Defense Lawyers Attempt to Block Force Feeding of Guantanamo Detainees
A man accused of conspiring in the September 11 attacks has refused to eat in protest of his solitary confinement and prison conditions, prompting a threat to force feed him.
Ramzi bin al-Shibh, a 49-year-old Yemeni accused of conspiring in the Sept. 11 attacks, who had been held by the C.I.A. before being moved to Guantánamo, is refusing to eat after being placed in isolation and has been told he could be force-fed, a threat that his lawyers described as the first of its kind in the long-running death-penalty case, and psychologically traumatizing for their client, reports the New York Times. Their court filing is the first sign of protest at the maximum-security prison where the former C.I.A. detainees were relocated in April from a dilapidated if more communal facility that regularly suffered power outages and sewage backups.
A spokesman for the Defense Department, Mike Howard, said on Monday that none of the 40 detainees were being fed involuntarily “at this time.” No date has been set for the start of the trial and the case currently has no trial judge. Bin al-Shibh has long been considered the most volatile of the former CIA prisoners at Guantánamo. He has been repeatedly removed from court proceedings for interrupting with complaints of vibrations shaking his cell and painful pinpricks on his skin, which he claims are part of a nearly two-decade U.S. campaign of sleep deprivation. People with knowledge of his conditions said he continued to perceive the problem in his new cell, and would shout at night and cover the surveillance camera, prompting guards to place him in isolation. Since then, he has refused meals “to protest his isolation,” according to a 12-page emergency filing that asks a judge at the military commissions to prohibit his forced feeding.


Task details:
The reply to the records below should contain exactly the lines from the line with "You are a GUI" through the line with "This screenshot has height=628, width=1264.", and nothing besides.

Information supplied:

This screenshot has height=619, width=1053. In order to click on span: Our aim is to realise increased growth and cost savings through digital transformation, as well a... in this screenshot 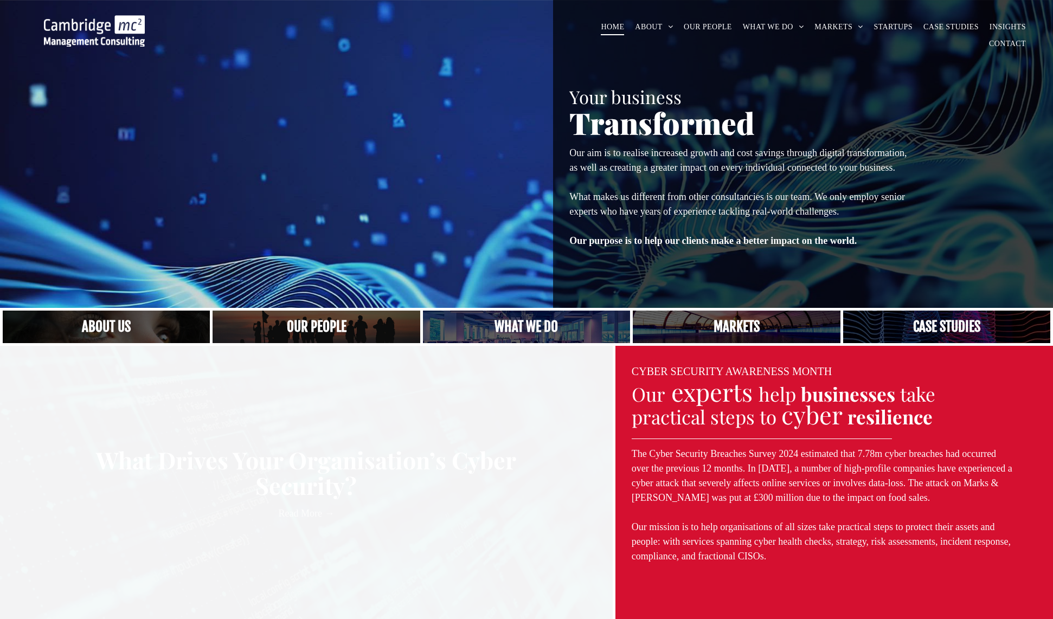, I will do `click(738, 160)`.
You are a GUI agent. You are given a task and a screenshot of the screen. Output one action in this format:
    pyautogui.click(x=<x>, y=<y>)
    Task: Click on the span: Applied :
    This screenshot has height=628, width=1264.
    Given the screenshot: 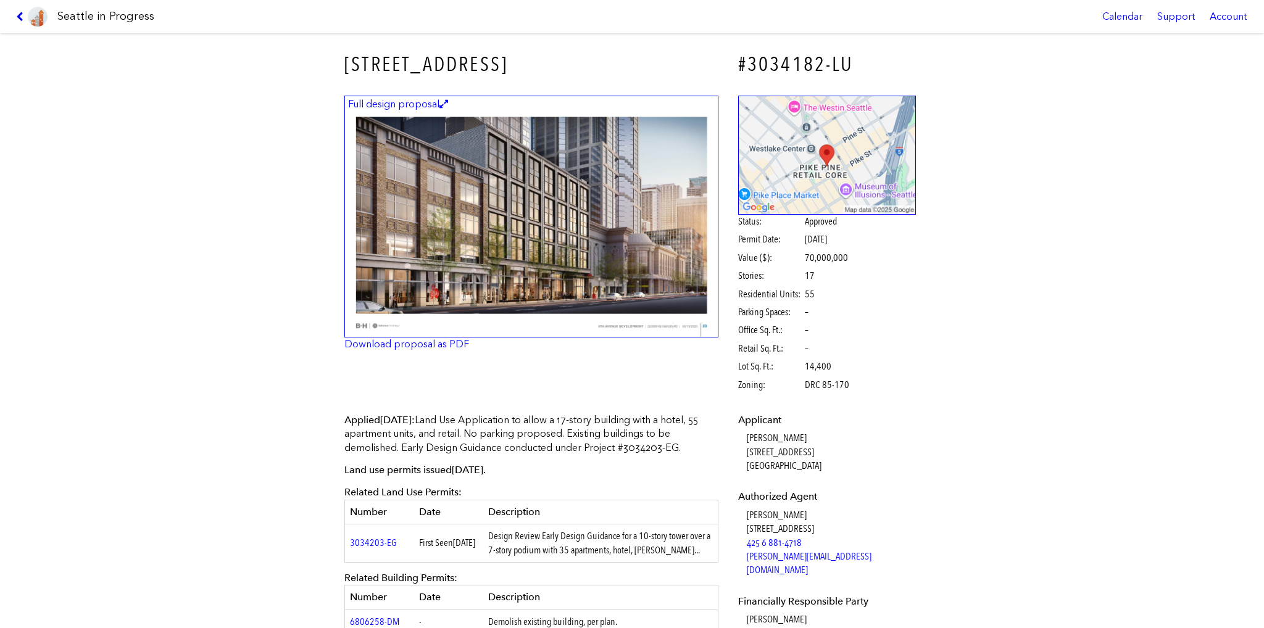 What is the action you would take?
    pyautogui.click(x=380, y=420)
    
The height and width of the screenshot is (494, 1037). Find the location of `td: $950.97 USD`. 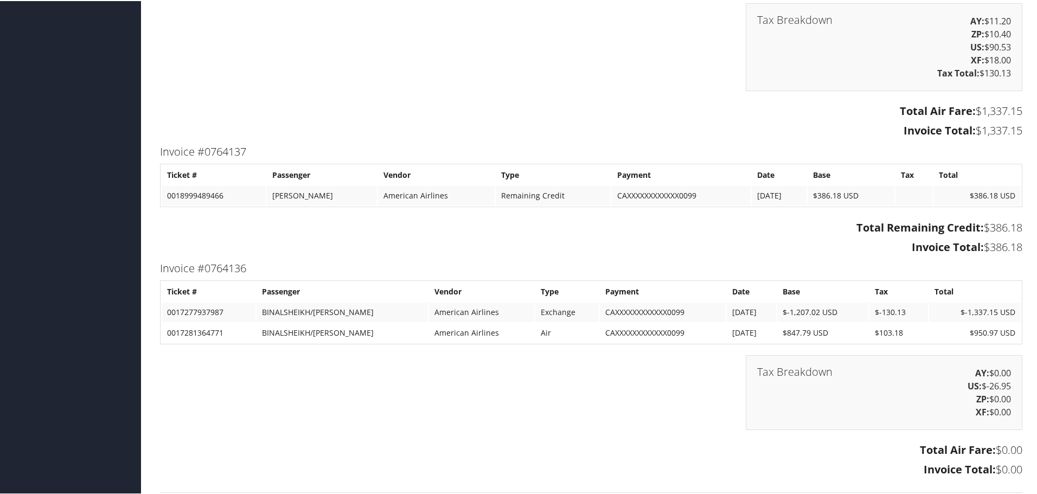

Worked solution:
You are a GUI agent. You are given a task and a screenshot of the screen. Output one action in this format:
    pyautogui.click(x=<x>, y=<y>)
    Task: Click on the span: Applied :
    This screenshot has height=628, width=1264.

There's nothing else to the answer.